The school said not to send him back. I think that being forced to sit out and watch his friends do fun things would be further punishment. He’s got enough self esteem issues and social problems without loading him up with that as well. I don’t see how following the school’s request not to send him back is “coddling”.

I’s say your projecting because I don’t know what you are talking about. I was just talking about really standard run-of-the-mill bullying. If you don’t know that that is the way bullies work, then you don’t know anything about bullies. No regional conflicts involved.

They gave him worse than that if they’re not letting him participate in any end-of-school events and recommending that he not be there even after the 5 days are up.

Fair enough. I based my statement on your description of the item, the link you provided, and at least four other sites which sell similar items and indicate they are not to be used by children or anyone with a pacemaker. However, lacking detail on the specific toy - I’ll revise and say the toy Dominic took to school resembles those items, and may be indistinguishable from them on casual inspection. I’ll also say again, I believe the punishment in his case to have been excessive and ridiculous; even if the toy was identical to one which carries manufacturer’s warnings, it isn’t exactly a weapon, and wasn’t being used maliciously.
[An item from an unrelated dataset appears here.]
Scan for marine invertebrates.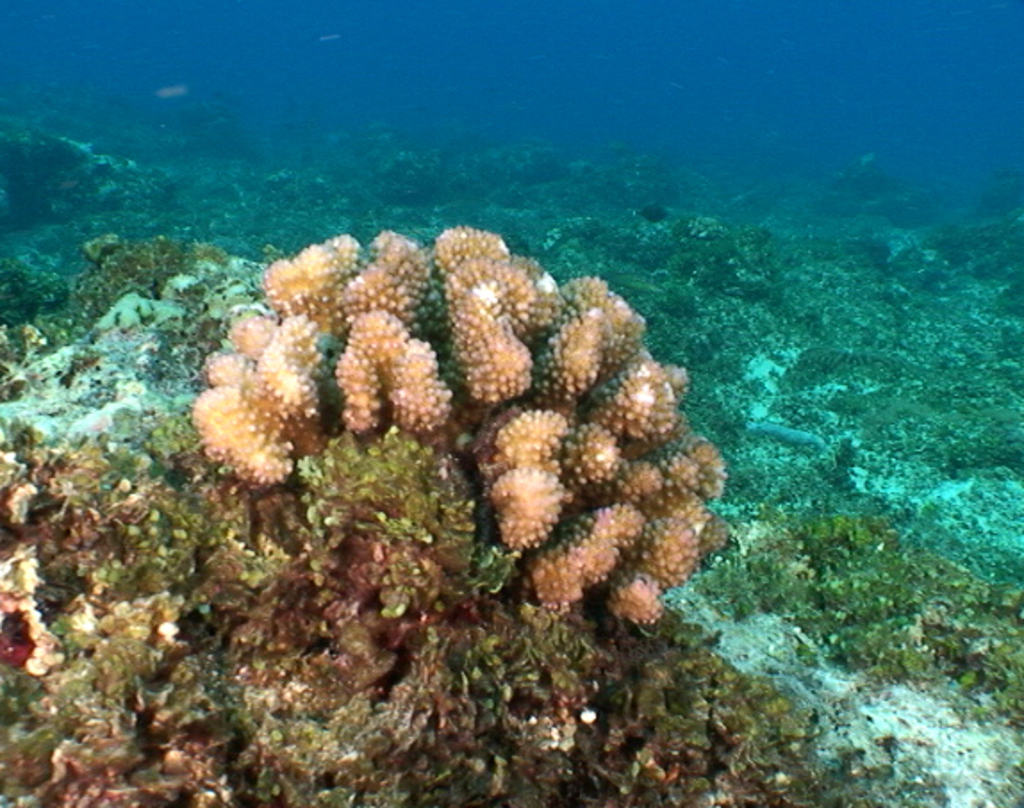
Scan result: box=[200, 219, 723, 635].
I didn’t mean to imply I thought that it didn’t fit into the same category, simply that for the sake of accuracy we can’t say if his specific one had a warning on it that it was unsuitable for children or not. Actually, I don’t know that I ever even saw the packaging, as I think he got it when he was with his dad. I don’t remember.

The school said not to send him back. I think that being forced to sit out and watch his friends do fun things would be further punishment. He’s got enough self esteem issues and social problems without loading him up with that as well. I don’t see how following the school’s request not to send him back is “coddling”.
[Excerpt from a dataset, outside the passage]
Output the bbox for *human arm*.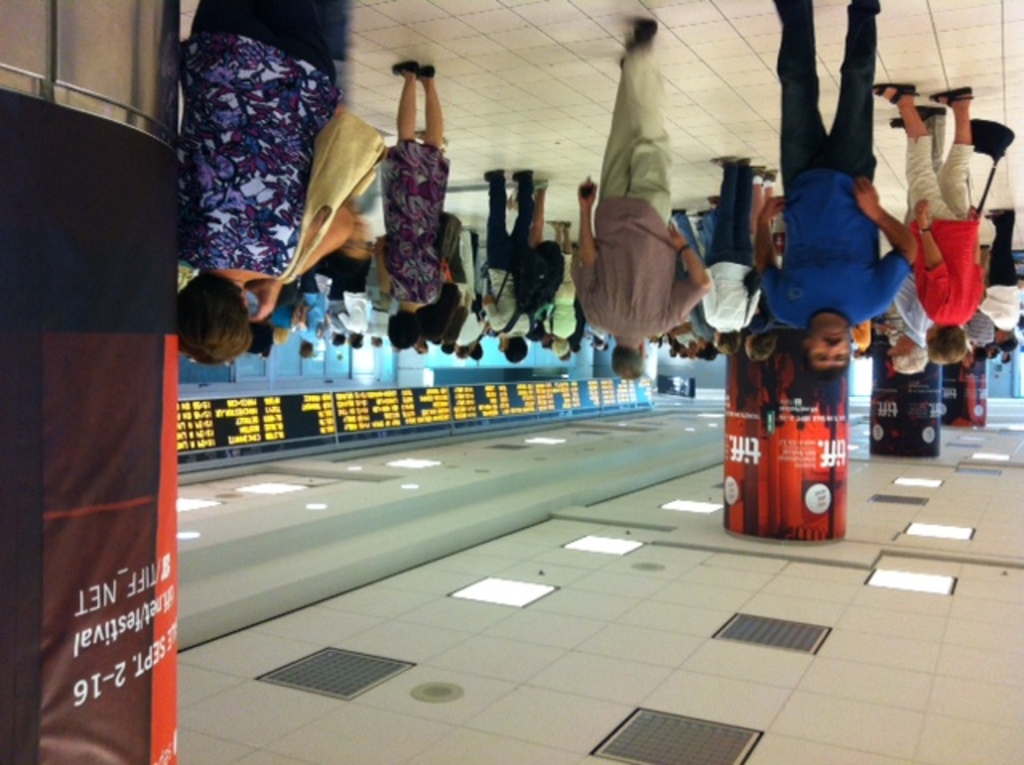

“He’s been suspended for five days,” she says. “That means he can come back next Wednesday, but I wouldn’t bother sending him for the last two days,”
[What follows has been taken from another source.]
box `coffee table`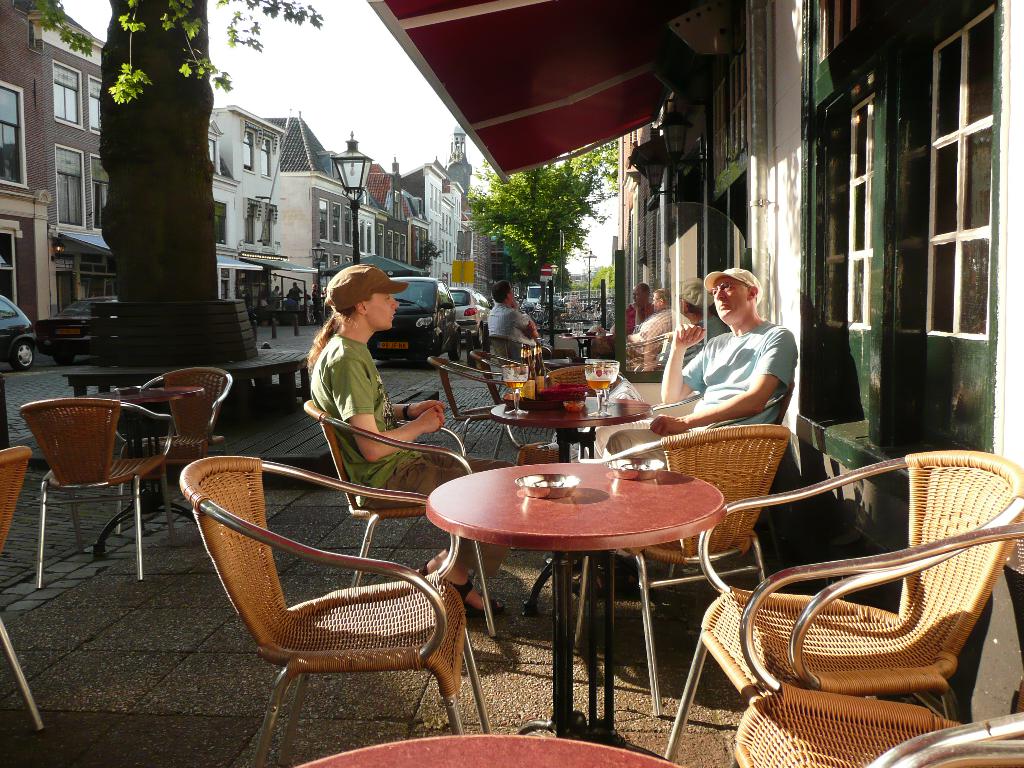
415:442:737:733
Dominic is one of those really sensitive kids who doesn’t make friends easily and all too quickly retreats to being the lonely outsider, probably as a defense mechanism. The last thing he needs is to be quasi-ostracized on the last couple of days of school. I actually think it would be less harmful for him if we just did something fun those days on our own. My boyfriend will be in town, we may go do something.

These are the posts that lead me to believe that not having him return to school may be more about your anger and wanting to protect him. I could be wrong, but you’ve been a bit defensive on this point. Now, please don’t get all riled up at me because I am on your side with regard to the ZT stuff. However, I just happen to think that the best thing you can teach your son is to finish what he starts and to go forward even if the road looks ahead looks unpleasant. It is possible that he might have a really great time those last two days. And, trust me, arson boy’s behavior was never mentioned again, so I doubt anything more would come out of this for your son if he does return.

The school said not to send him back. They didn’t say “when he comes back, it won’t be much fun, so you can keep him home if you want to”… I forget the exact word for word sentence she used; the wording in my OP was paraphrased as I was just trying to get the gist of it out while writing a fairly long narrative. I’ve been trying to remember exactly what was said, and I really think she used the word “advise”, such as “I’d advise you not to send him back for the last two days. If he does, he won’t be able to participate in any activities”. Regardless of the exact wording, the meaning was clear: they don’t want him to return to the school for those days.

Edited to add: they also seem to be acting on the assumption that he isn’t coming back. They even got his stuff out of his desk and brought it to me.